Curiosity Builds As CAP-Led Art Installation Rises
[dropcap]Y[/dropcap]orktown, Indiana, is in many ways the kind of place it sounds like it would be.
The high school’s mascot — a fang-baring tiger — sneers down from where he’s painted on the side of the small town’s water tower, overlooking a soybean field that plays host to pop-up signs announcing registration deadlines for the next youth sports season.
It’s a place where kids on bikes rule their neighborhoods, and where residents host backyard movie nights, with everybody on the street crowding in, bringing snacks to share, and throwing blankets across the lawn.
But at the corner of Tiger Drive and River Road, the unexpected.
There, straddling a paved mixed-use trail, stands a cedar-plank canopy that loosely resembles a whale’s ribcage. Runners passing underneath this as-yet untitled art installation slow down and crane their necks, drivers stop their cars in the middle of the road to ask questions, and those same bike-riding kids make not one but two or three trips under its sharp angles and leading lines.
“We wanted to make a gesture toward the movement,” explained Sean Burns, a Ball State College of Architecture and Planning faculty member heading up the project. “This is something that you have to go through. In time, I guess we hope that this would become a place where people will meet up and that it will become iconic. That everyone who uses the path, or who passes by the path, will have seen it as they are moving through their days.”
And it’s people’s reactions that feed the passion of Burns and his students, who have made the piece their summer’s work.
Guided by the Yorktown Council for the Arts, the piece serves as a trailhead for a series of community pathways that are built or under construction. Jennifer Groves, council president, said that in the search for a partner, the group was looking for someone who could create a piece that would inspire interest and enthusiasm.

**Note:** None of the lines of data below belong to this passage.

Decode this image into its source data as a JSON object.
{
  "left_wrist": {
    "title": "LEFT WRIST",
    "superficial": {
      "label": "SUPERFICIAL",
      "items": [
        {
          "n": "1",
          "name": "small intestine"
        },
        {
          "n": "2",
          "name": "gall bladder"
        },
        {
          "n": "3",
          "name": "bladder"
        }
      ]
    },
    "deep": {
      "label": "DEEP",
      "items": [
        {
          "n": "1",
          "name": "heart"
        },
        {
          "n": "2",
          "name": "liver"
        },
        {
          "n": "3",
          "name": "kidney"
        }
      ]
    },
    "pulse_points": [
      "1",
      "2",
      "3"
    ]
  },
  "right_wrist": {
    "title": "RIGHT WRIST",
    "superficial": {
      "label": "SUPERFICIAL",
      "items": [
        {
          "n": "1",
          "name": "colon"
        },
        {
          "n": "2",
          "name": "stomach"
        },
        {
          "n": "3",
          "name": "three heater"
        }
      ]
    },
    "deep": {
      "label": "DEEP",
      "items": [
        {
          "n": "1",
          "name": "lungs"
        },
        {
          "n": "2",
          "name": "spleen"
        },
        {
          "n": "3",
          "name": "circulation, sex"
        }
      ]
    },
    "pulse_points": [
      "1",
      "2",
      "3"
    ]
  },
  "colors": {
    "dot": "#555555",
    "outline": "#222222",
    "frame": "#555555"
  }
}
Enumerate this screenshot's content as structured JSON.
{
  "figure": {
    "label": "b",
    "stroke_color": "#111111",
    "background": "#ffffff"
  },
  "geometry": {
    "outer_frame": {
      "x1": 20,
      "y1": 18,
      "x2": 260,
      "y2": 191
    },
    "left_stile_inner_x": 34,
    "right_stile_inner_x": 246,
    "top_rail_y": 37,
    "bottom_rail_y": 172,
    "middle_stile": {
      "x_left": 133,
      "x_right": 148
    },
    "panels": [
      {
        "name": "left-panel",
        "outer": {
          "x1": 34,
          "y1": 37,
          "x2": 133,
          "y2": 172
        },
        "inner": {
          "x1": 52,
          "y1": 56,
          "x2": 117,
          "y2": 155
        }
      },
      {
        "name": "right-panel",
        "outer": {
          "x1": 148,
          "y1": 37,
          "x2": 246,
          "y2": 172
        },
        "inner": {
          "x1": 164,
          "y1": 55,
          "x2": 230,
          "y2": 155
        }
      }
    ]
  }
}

“I immediately thought of Ball State. It’s one of the greatest resources in this community,” she said.
Burns said the instructions from Groves and her team afforded great latitude to the team, save the requirement that whatever was created could become a signature piece in a larger, long-term outdoor art experience.
“We wanted something that opens conversation,” Groves said. “Something that people can continue to experience, regardless if they’ve been there once or many, many times.”
Groves said one inspiration for the council is Indianapolis’ Massachusetts Avenue neighborhood, which today is home to retail shops and restaurants, as well as single-family homes and multifamily buildings. And much of the area sits along the lauded Indianapolis Cultural Trail. But the vibrant experience that now exists there took years to nurture and build.
“My husband and I lived on Mass Ave. before it was big,” she said. “We were there when they started adding the public art pieces, and little by little, that changed everything.”
Influencing a community’s development is a unique perk that CAP students say they don’t always get to completely consider, let alone experience. And that responsibility has not only informed their work on the Yorktown piece but has framed their futures, too.
“Everything is a living work,” said Justin Martin, a graduate student from Greensburg, Indiana, after stepping down off a ladder at the installation site. “What you plan to build, how a plan is executed, how a piece or structure is maintained — those are all different parts in the life cycle of a piece. In the case of this (installation), people are already asking about it, asking what it is. That says a lot about it already.
“I’ll be excited to see this in a few years, to see what the community has done with it.”
The 10- or 20-year foreshadowing intrigues Akila Anantharaman, a graduate student from India who counts this as one of her first opportunities to do the hands-on build work of a piece.
“This is so different from what we normally do, designing or considering enclosed buildings,” she said. “This structure is totally exposed. That changes everything, from how you approach design to the actual construction.”
Anantharaman says the piece has confirmed her choice to pursue community designs.
“I love that this is part of a community interaction,” she said. “The perception of every person will be totally different. It will depend on how they use the space or what the weather is. And whether you like the piece or not, it draws your attention. You still have a response to it, and it’s still going to make you think.”
Burns said the takeaway for the students mirrors in many ways what community members can enjoy.
“This is art and science together — it’s a total experience,” he said. “There’s a larger piece to this than just being artwork. It’s something that many people can come together for, and walk away with, having not only had the collective experience but their own unique engagement.
“For us, as architects, if you do something memorable, you’ve done something more than just build something. It’s more than simply what’s needed. It’s a memorable experience.”